Fig. S5. Estrus cycle stage is not related to behavioral performance during a test session
with dopamine neuron activation. (a) Typical cytology observed during diestrus, proestrus,
estrus and metestrus from cell samples collected from the vaginal wall. Stages were classified
according to established criteria (see Methods). (b) Vaginal cytology results from all rats in the
Downshift experiment during the downshift test when optical stimulation was delivered.

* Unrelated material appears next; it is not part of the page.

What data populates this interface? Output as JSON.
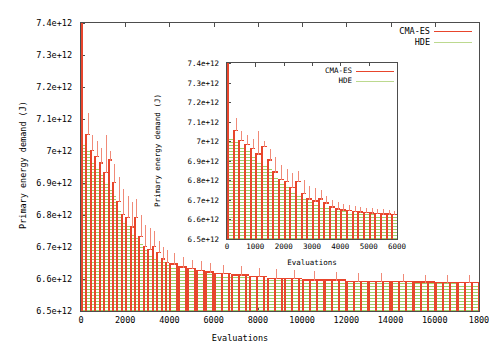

Assessments of cycle regularity were based on an examination of cytology samples over five
consecutive days. Estrus cycle stage was determined by identifying cellular morphology
characteristic to each phase (diestrus, proestrus, estrus, metestrus) according to previously
described criteria48. Rats were considered to be cycling if consecutive daily samples represented
three stages out of four. If morphology consistent with diestrus, metestrus, or a combination of
both was observed for four consecutive days, the rat was considered to be non-cycling. If estrus
was observed but further samples did not indicate progression through successive stages, the
rat’s cycle was considered to be irregular. (c) Scatterplot of behavioral performance and estrus
cycle stage for all rats during the downshift test. A one-way ANOVA revealed no main effect of
estrus cycle stage on performance (pooled data from all subjects; main effect of stage,
F3,27=0.502, p=0.684). Behavioral performance was measured as percent time spent in the reward
port during the cue. (d). As in C, but with behavioral performance measured as the latency to
enter the reward port after cue onset. A one-way ANOVA revealed no main effect of estrus cycle
stage on performance (pooled data from all subjects; main effect of stage, F3,27=0.41, p=0.747).